Silence hovered for a long, fragile moment before Tomanāk spoke once more.

“Tothas,” he said, “is not a better man than you are. Oh, he’s a good man, and one I value highly, but he lacks something you have.” Bahzell’s ears twitched in disbelief, and the War God smiled crookedly. “Do you really think Tothas would argue with me this way, Bahzell? By all the Powers of Light, I haven’t met a mortal as stubborn as you in millennia! You ignore my dreams, force me to resort to dolts like that idiot in Derm-even argue with my sister and me face-to-face! Can’t you get it through your thick skull that it’s your very stubbornness, your refusal to do anything you don’t believe is right, that makes you so important?!”

“As to that, I’ve no way to know. How could I?” Bahzell shot back. “But is it only a man’s value makes him worth helping? Tothas may be less iron-pated than I, but that’s not making him one bit less worthy!”

“No, it doesn’t, but Tothas never asked me for healing.” Bahzell blinked in fresh disbelief, and the god cocked his head. “There would have been little I could have done for him if he had asked,” he admitted, “just as I can’t crook my finger and put Zarantha safe home in her bed. I’ve already explained why I dare not meddle directly, and it would have taken direct intervention to save Tothas from the dog brothers’ original attack. Nor, for the same reasons, can I make the attack as if it never happened. No god-Light or Dark-dares change the past. You can have no idea of all the possible consequences if we once started doing that, but a little thought should suggest at least some of them to you.”

He held Bahzell’s eyes until the hradani was forced to nod once more, then went on.

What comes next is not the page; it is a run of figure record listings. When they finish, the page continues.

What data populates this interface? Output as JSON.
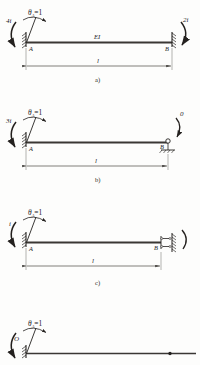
{
  "figure": {
    "ink_color": "#24211f",
    "beam_color": "#3a3734",
    "paper_color": "#fdfdfc"
  },
  "panels": [
    {
      "caption": "a)",
      "rotation_label": "θ",
      "rotation_subscript": "A",
      "rotation_equals": "=1",
      "left_moment": "4i",
      "right_moment": "2i",
      "node_left": "A",
      "node_right": "B",
      "beam_label": "EI",
      "span_label": "l",
      "left_support": "fixed",
      "right_support": "fixed"
    },
    {
      "caption": "b)",
      "rotation_label": "θ",
      "rotation_subscript": "A",
      "rotation_equals": "=1",
      "left_moment": "3i",
      "right_moment": "0",
      "node_left": "A",
      "node_right": "B",
      "beam_label": "",
      "span_label": "l",
      "left_support": "fixed",
      "right_support": "pinned"
    },
    {
      "caption": "c)",
      "rotation_label": "θ",
      "rotation_subscript": "A",
      "rotation_equals": "=1",
      "left_moment": "i",
      "right_moment": "",
      "node_left": "A",
      "node_right": "B",
      "beam_label": "",
      "span_label": "l",
      "left_support": "fixed",
      "right_support": "guided"
    },
    {
      "caption": "",
      "rotation_label": "θ",
      "rotation_subscript": "A",
      "rotation_equals": "=1",
      "left_moment": "O",
      "right_moment": "",
      "node_left": "",
      "node_right": "",
      "beam_label": "",
      "span_label": "",
      "left_support": "fixed",
      "right_support": "none"
    }
  ]
}
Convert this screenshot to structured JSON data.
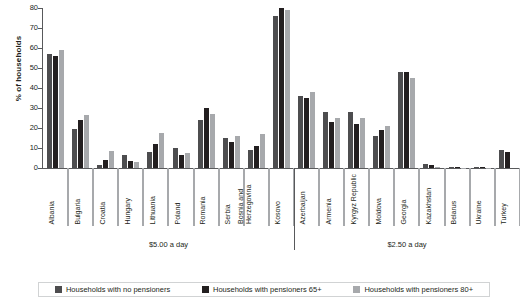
{
  "chart_data": {
    "type": "bar",
    "title": "",
    "xlabel": "",
    "ylabel": "% of households",
    "ylim": [
      0,
      80
    ],
    "yticks": [
      0,
      10,
      20,
      30,
      40,
      50,
      60,
      70,
      80
    ],
    "grid": false,
    "legend_position": "bottom",
    "categories": [
      "Albania",
      "Bulgaria",
      "Croatia",
      "Hungary",
      "Lithuania",
      "Poland",
      "Romania",
      "Serbia",
      "Bosnia and Herzegovina",
      "Kosovo",
      "Azerbaijan",
      "Armenia",
      "Kyrgyz Republic",
      "Moldova",
      "Georgia",
      "Kazakhstan",
      "Belarus",
      "Ukraine",
      "Turkey"
    ],
    "series": [
      {
        "name": "Households with no pensioners",
        "color": "#4d4d4f",
        "values": [
          57,
          19.5,
          1.5,
          6.5,
          8,
          10,
          24,
          15,
          9,
          76,
          36,
          28,
          28,
          16,
          48,
          2,
          0.3,
          0.3,
          9
        ]
      },
      {
        "name": "Households with pensioners 65+",
        "color": "#231f20",
        "values": [
          56,
          24,
          4,
          3.5,
          12,
          6.5,
          30,
          13,
          11,
          80,
          35,
          23,
          22,
          19,
          48,
          1.5,
          0.3,
          0.3,
          8
        ]
      },
      {
        "name": "Households with pensioners 80+",
        "color": "#a7a9ac",
        "values": [
          59,
          26.5,
          8.5,
          3,
          17.5,
          7.5,
          27,
          16,
          17,
          79,
          38,
          25,
          25,
          21,
          45,
          0.5,
          0.2,
          0.2,
          0
        ]
      }
    ],
    "groups": [
      {
        "label": "$5.00 a day",
        "start": 0,
        "end": 9
      },
      {
        "label": "$2.50 a day",
        "start": 10,
        "end": 18
      }
    ]
  },
  "legend": {
    "items": [
      {
        "label": "Households with no pensioners",
        "color": "#4d4d4f"
      },
      {
        "label": "Households with pensioners 65+",
        "color": "#231f20"
      },
      {
        "label": "Households with pensioners 80+",
        "color": "#a7a9ac"
      }
    ]
  }
}
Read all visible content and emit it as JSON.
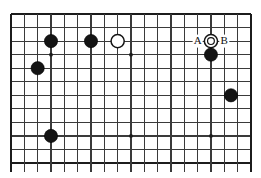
{
  "diagram": {
    "type": "go-board-diagram",
    "board": {
      "columns": 19,
      "rows": 12,
      "origin_x": 11,
      "origin_y": 14,
      "spacing_x": 13.33,
      "spacing_y": 13.55,
      "line_color": "#3a3a3a",
      "edge_color": "#1c1c1c",
      "background_color": "#ffffff",
      "bottom_overhang": 9
    },
    "star_points": [
      {
        "col": 3,
        "row": 3
      },
      {
        "col": 9,
        "row": 3
      },
      {
        "col": 9,
        "row": 9
      },
      {
        "col": 15,
        "row": 9
      }
    ],
    "stones": [
      {
        "id": "b1",
        "color": "black",
        "col": 3,
        "row": 2
      },
      {
        "id": "b2",
        "color": "black",
        "col": 6,
        "row": 2
      },
      {
        "id": "w1",
        "color": "white",
        "col": 8,
        "row": 2,
        "marked": false
      },
      {
        "id": "w2",
        "color": "white",
        "col": 15,
        "row": 2,
        "marked": true,
        "mark": "circle"
      },
      {
        "id": "b3",
        "color": "black",
        "col": 15,
        "row": 3
      },
      {
        "id": "b4",
        "color": "black",
        "col": 2,
        "row": 4
      },
      {
        "id": "b5",
        "color": "black",
        "col": 16.5,
        "row": 6
      },
      {
        "id": "b6",
        "color": "black",
        "col": 3,
        "row": 9
      }
    ],
    "point_labels": [
      {
        "id": "labelA",
        "text": "A",
        "col": 14,
        "row": 2
      },
      {
        "id": "labelB",
        "text": "B",
        "col": 16,
        "row": 2
      }
    ],
    "colors": {
      "black_stone": "#141414",
      "white_stone": "#ffffff",
      "stone_outline": "#141414",
      "grid": "#3a3a3a",
      "label_text": "#111111",
      "page_background": "#ffffff"
    },
    "stone_radius": 6.6,
    "star_radius": 1.9,
    "mark_radius": 3.4
  }
}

“By the same token, Tothas is an excellent example-a small one, perhaps, on the scale of universes, but nonetheless worthy-of how mortals can accomplish things even gods cannot. Zarantha’s done all mortal healing can do for him. Without the healing talent, not even she could have saved him; as it is, you and she between you did just that. She arrested the poison and began his healing; when you compelled him to remain in Dunsahnta, you gave him the time and rest he needs to complete his recovery. But all Tothas ever asked me for were the very things you yourself told him he already had: the heart and courage to endure what he must to fulfill his sworn word to his lady.”

“But you should have done more than that, whether he asked or no!” Bahzell cried, shaken by a sudden, terrible anger, and Tomanāk sighed.

“I should have, and had he encountered one of my champions, perhaps I could have. I can heal, through my priests or champions. Those are my swords in the mortal world, but my priesthood is smaller than most, Bahzell, and I give you fair warning-few of my champions die in bed. I can strengthen and aid them, but they’re made for the shock of battle, and warriors fall in battle.”

“So that’s what you’re wanting of me,” Bahzell said bitterly. “You’re after making me one of your ‘champions.’ Would Tothas have been my price, then? His healing for my service?”

“No,” Tomanāk said more sternly than ever. “Had you been my champion, then, yes, you might have healed him, but I buy no man’s service! If you would follow me, then follow me because you believe it’s right , not for what it can buy you or others. The Dark Gods bribe and corrupt; the only reward I offer is the knowledge that you’ve chosen to do what you believed to be right!”

The anger in that boulder-crushing voice could have annihilated Bahzell on the spot, yet it wasn’t directed at him. It seemed to split and flow about him, and he stood unshaken in the eye of the hurricane until the final echoes rumbled into silence.